The Movement That Never Was
Is a movement defined by what it responds to, or how it responds?
Where all sides (will) meet
National Public Radio
Is a movement defined by what it responds to, or how it responds?
It’s a weird time to be a police officer.
Black Lives Matter, Blue Lives Matter, and All Lives Matter — three true statements nobody should need to say. But they’ve all been said, and for Black Lives in Blue, it’s All complicated.
As the New Year rang in hour by hour across the country, states from east to west welcomed new laws for medicinal and recreational drug use, following the will of voters in November (a majority of them at least).
Louisville and America wait for a fresh, young Attorney General to deliver justice for Breonna Taylor.
It’s now been nearly three weeks since Election Day, and more than two weeks since the Presidential race was called for Joe Biden.
Prior to our last Presidential election, Immigration and Customs Enforcement officers were already cracking down on undocumented immigrants with deportation orders. In 2016, churches across the country, the most honored of American sanctuaries, re-employed the disobediently civil practice of hiding undocumented immigrants.
With talk of COVID-19, absentee, and mail-in ballots dominating so much of the 2020 Election narrative, it’s probably escaped the attention of most that some people deal with impediments to voting every single time they cast a ballot. And worse, some may not vote at all. A Forbes article shines light on voters with disabilities, who often have to push just for access to the most important of American rights: their vote.

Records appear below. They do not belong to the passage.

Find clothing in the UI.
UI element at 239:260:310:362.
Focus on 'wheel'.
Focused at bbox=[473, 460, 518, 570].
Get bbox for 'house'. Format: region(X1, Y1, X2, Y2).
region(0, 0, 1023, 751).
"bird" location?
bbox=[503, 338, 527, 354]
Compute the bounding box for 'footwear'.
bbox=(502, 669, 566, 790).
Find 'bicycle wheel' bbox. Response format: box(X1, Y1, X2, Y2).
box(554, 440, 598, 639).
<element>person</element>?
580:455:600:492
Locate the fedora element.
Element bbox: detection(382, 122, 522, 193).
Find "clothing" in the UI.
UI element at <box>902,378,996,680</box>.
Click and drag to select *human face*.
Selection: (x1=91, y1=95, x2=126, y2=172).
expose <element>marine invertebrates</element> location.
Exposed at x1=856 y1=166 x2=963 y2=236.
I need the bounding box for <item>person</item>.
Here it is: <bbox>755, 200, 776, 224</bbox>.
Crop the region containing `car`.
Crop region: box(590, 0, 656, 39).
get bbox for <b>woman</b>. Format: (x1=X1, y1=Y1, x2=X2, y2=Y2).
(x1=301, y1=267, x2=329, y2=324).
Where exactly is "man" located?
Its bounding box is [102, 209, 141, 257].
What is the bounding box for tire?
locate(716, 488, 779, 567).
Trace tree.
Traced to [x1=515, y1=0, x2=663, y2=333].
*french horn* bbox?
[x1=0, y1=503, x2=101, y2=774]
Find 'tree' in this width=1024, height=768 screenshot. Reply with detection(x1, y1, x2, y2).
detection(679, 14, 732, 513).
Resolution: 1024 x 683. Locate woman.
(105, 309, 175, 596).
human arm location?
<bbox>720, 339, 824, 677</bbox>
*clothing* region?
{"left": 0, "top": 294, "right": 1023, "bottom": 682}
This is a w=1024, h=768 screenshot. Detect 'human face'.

Much of the time, American politics, regardless of party, are framed around the future of America’s children, who don’t get a vote until they turn eighteen (even though some of them will start paying taxes earlier). So why does it seem that the voices of young people, even young adults, aren’t taken seriously?
The increasing magnitude of California wildfires has become more than an annual story. This year the story spread notably to Oregon, Washington, and Colorado, in unprecedented fashion, making it impossible to ignore that our environment is dramatically changing, whether or not we agree on cause.